Victoria Ibitoye | Feb 13, 2026

Pictured: Tyler Denk, co-founder of Beehiiv, speaking at the Google & Beehiiv event in London. Credit: LRock Media

Google is expanding its support for news creators as it works to improve how they appear in search results.

The company plans to broaden an initiative designed to identify independent news publishers, extending it to cover up to 1,000 news creators globally. It will also launch 20 news bootcamps and deepen its collaboration with YouTube and Search to strengthen how credible creators are ranked and featured.

Announcing the strategy at a Google & Beehiiv event* in London on Thursday, Arun Venkataraman, Global Lead of Emerging News Voices & Research at the Google News Initiative, said the shift reflects how audiences now find news.

“The Reuters digital news report showed that globally, social media is now the primary way that consumers discover news,” he said, adding that the figure is even higher among under-35s.

He acknowledged that “a lot of high quality emerging news providers on social media are probably not being surfaced on search to the extent they should be.”

Backing news creators

To address that gap in visibility, Google is expanding its support for news creators.

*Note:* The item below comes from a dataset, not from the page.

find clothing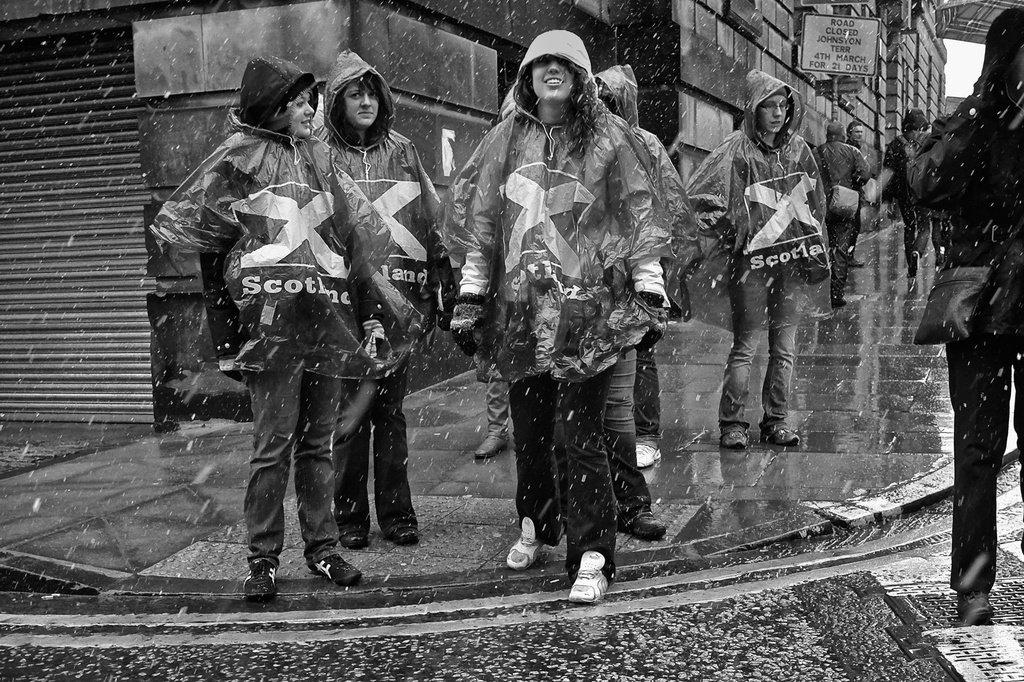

Among the changes is Project Oasis, originally designed to identify independent online news publishers, which will now expand to include 1,000 news creators worldwide.

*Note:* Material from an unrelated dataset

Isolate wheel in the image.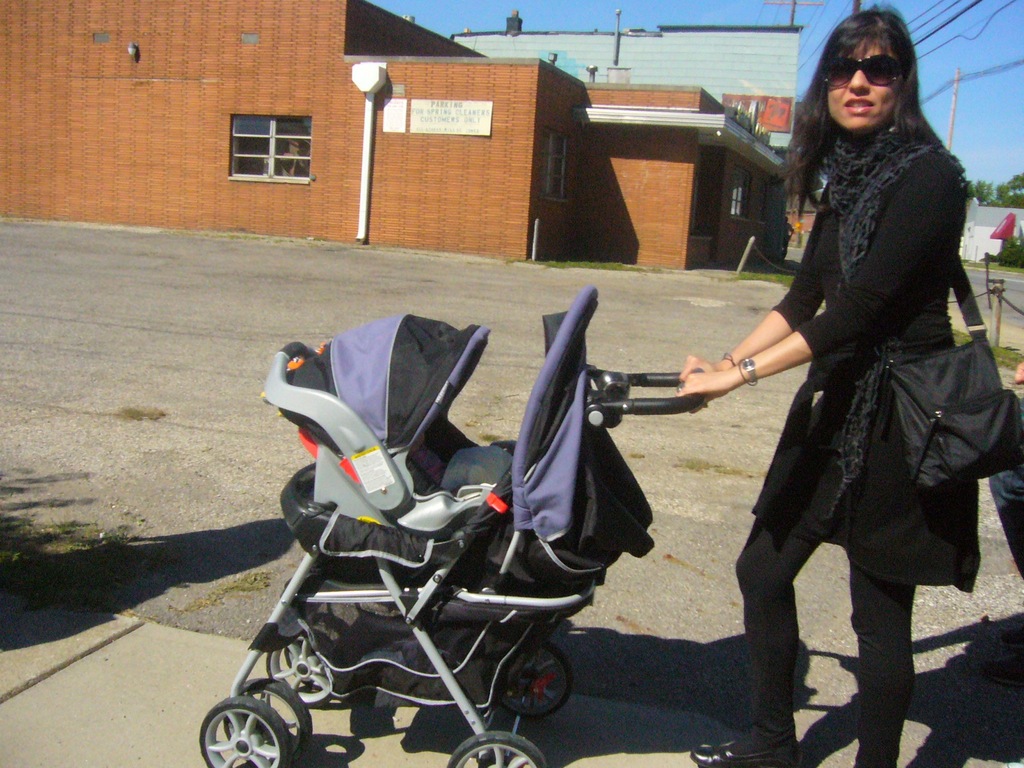
Isolated region: 223, 679, 314, 762.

The database is intended to help legacy publishers identify creators they may want to collaborate with, and to give funders greater visibility over who is operating independently.

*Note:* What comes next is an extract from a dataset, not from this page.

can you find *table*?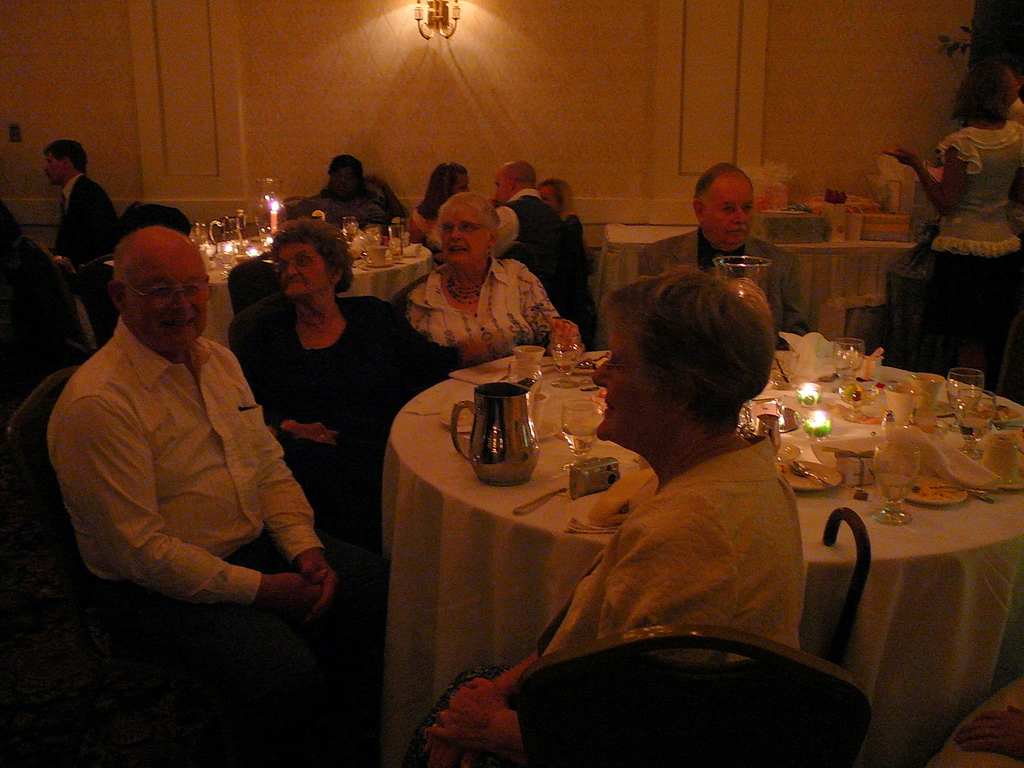
Yes, bounding box: bbox=[194, 234, 433, 348].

Venkataraman said Google has increasingly seen interest from established news organisations looking to partner with creators to expand coverage or reach new audiences. At the same time, some creators lack the legal and verification resources required for certain types of reporting.

Project Oasis, he suggested, could act as connective tissue between the two.

Google is also launching 20 Emerging News Voices bootcamps across major markets this year. The programmes will focus on workflow, AI tools and building more than one way to make money.

“We’ll be running 20 Emerging News Voices this year to help news organisations think through their long-term strategy,” Venkataraman said.

For more established operators, Google is partnering with FT Strategies on a News Creators Lab offering deeper commercial support. Two early-stage pilot programmes with Project C in the US and Europe will help journalists leaving legacy organisations build independent businesses from scratch.

Tackling search visibility

Beyond funding and training, Google is also looking at how news creators appear in search results.

“One of the things we're thinking about internally and working with our partners at YouTube [on] is how to make sure that the news creators who are taking those extra steps are getting credit for their work, and how that work is being elevated,” Venkataraman said.

An external advisory group made up of standards experts and industry representatives has helped outline what those “extra steps” involve.

Venkataraman said Google’s internal data suggests overall search referrals have not declined, but are being distributed more widely. Rather than concentrating among a fixed group of large publishers, traffic is reaching a broader mix of sources.

He added that “those with real expertise, real depth in their content and coverage will be well positioned to take advantage of this moment.”

Beehiiv, which co-hosted the event, framed the shift around distribution.

“The old model of page views and traffic… has totally broken down,” founder Tyler Denk said, arguing that publishers can no longer rely on platform referrals alone and are instead building direct relationships with subscribers.

*Google & Beehiiv: A New Era for Media & Journalism, 12 February, 2026, London.